Professor Mary Ann Glendon set out to write a straightforward history of the Universal Declaration of Human Rights. But Eleanor Roosevelt would not let her do it.
“It’s similar to what I’ve heard novelists describe,” Glendon said. “The characters took over the story, and Mrs. Roosevelt took over the characters–just the way she did in life.”
The result, A World Made New: Eleanor Roosevelt and the Universal Declaration of Human Rights (Random House, 2001), chronicles Roosevelt’s proudest achievement. After the horror of World War II, she and the other 17 members of the newly formed UN Human Rights Commission were determined to come up with a list of rights so fundamental that no country would openly disavow them.
While the delegates argued, reflected, cajoled, and edited, they saw their window of opportunity narrowing as U.S.-Soviet relations worsened by the minute. By the time the declaration was ratified in 1948, the Cold War had set in and no further progress could be made. Glendon makes it clear that one of Roosevelt’s achievements as chairwoman was her practical decision, criticized at the time, to focus on the statement of rights, rather than a binding treaty that was unlikely to be ratified by the U.S. Senate.

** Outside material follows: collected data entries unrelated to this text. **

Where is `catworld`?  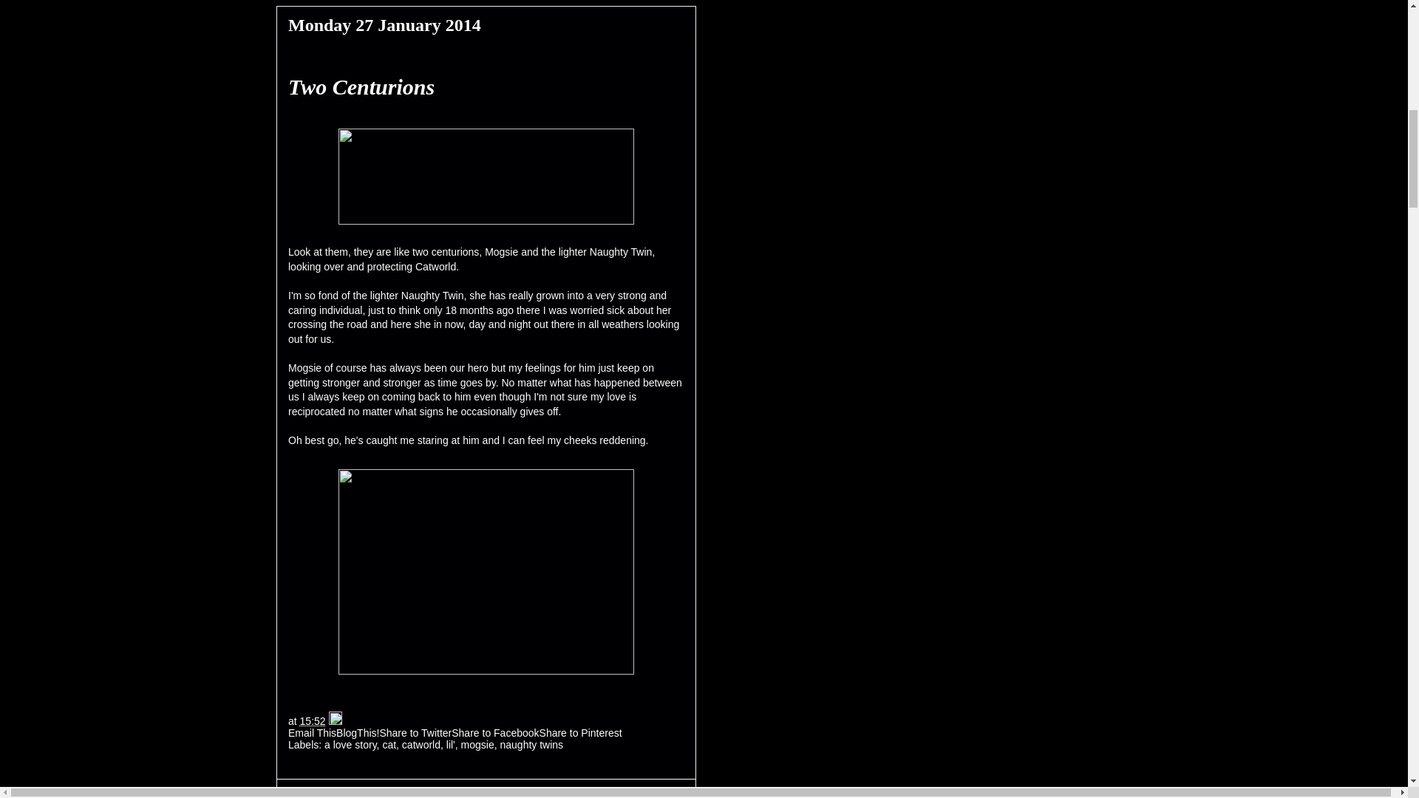 catworld is located at coordinates (421, 745).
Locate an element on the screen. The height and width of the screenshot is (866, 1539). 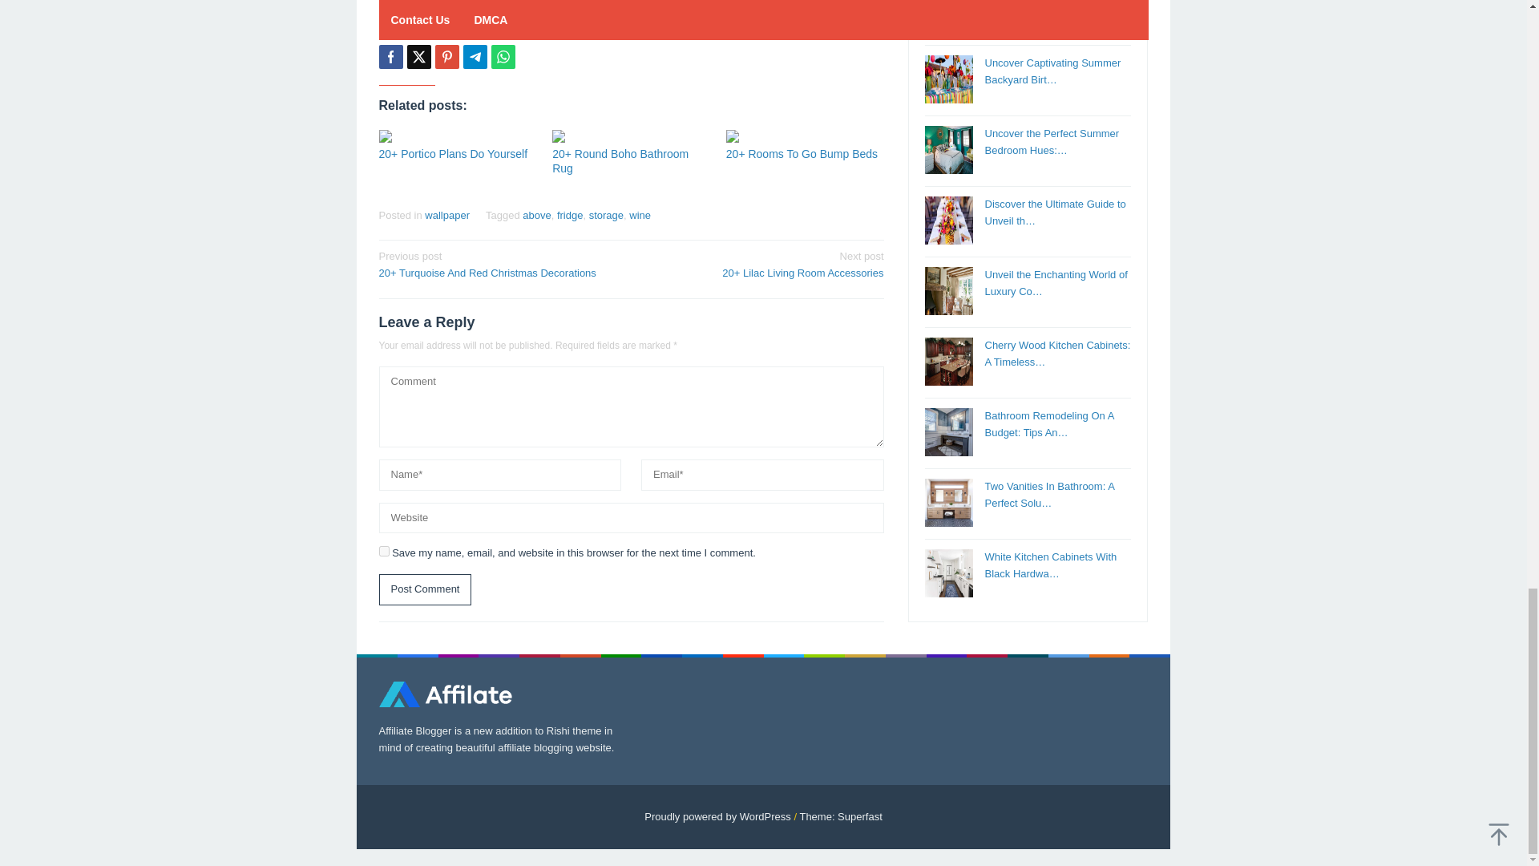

Glendon, who grew up in a family where the Roosevelt name was venerated, captures the pragmatic idealism of the former first lady, who brought to the commission the prestige of the Roosevelt name but also her reputation as an outspoken defender of humanitarian causes. Even today, however, the politics behind the treaty are often attacked.
When Glendon discussed her book on a radio program this spring, one caller asked why they were wasting their time with a document that had the mark of the hammer and sickle all over it. And just as often as the declaration is pegged as a socialist document, it is criticized as being too Western to be applicable to the rest of the world. These issues were present for Roosevelt and the other members of the commission, and Glendon grapples with both.
Her research has uncovered that, contrary to what some have claimed, the provisions for economic and social rights often associated with the Soviet Union were in fact supported by representatives from every country on the commission. Eleanor Roosevelt, in particular, saw them as an elaboration of her husband’s New Deal and Harry Truman’s Fair Deal. As for arguments that the declaration is Western, Glendon says she believes the document to be “impressively but imperfectly multicultural”–impressive in that people from many nations were consulted; imperfect in that people whose countries were still under colonial rule were not represented at the UN in 1948.
Today the UN Human Rights Commission itself is more multicultural. The United States, however, is missing for the first time.
In May the United States was voted off the Human Rights Commission, losing a seat President Bush reportedly considered offering to Glendon.
Glendon feels that the act goes beyond retaliation for what might be viewed as American arrogance or unilateralism. The United States was in the running against Western European countries, and Glendon says the ouster may reflect a feeling that “Europe ought to assert itself as a sort of second force.”
The real losers, she predicts, are the United Nations and victims of human rights violations. “What we have now,” she said, “is a commission that has failed to elect the United States and has accepted notorious human rights violators such as China, Sudan, and Sierra Leone. This cannot be good for people who are suffering from human rights violations around the world.”
Over the years the declaration itself has become a victim of politics, says Glendon, as “nations and interest groups continue to use selected provisions as weapons or shields.” This goes on today, she writes. Even human rights supporters treat the declaration “like a menu from which one can select what one likes and leave out the rest.” All articles, she says–those involving economic and social provisions as well as political and civil rights–were thought to be indispensable.
Yet Glendon believes that despite the misuse, the declaration is a forward-looking document whose potential has yet to be tapped.
“The Universal Declaration has become the most important point of reference for cross-cultural discussion of human freedom and dignity. It provides the framework and the terminology,” Glendon said.
Some people may think such conversations are futile. Yet without them, Glendon says, we are giving up not only on the idealism of Eleanor Roosevelt, but on the conviction–as expressed in the Federalist Papers–that human affairs need not always be governed by accident and force but can be affected by reflection and choice.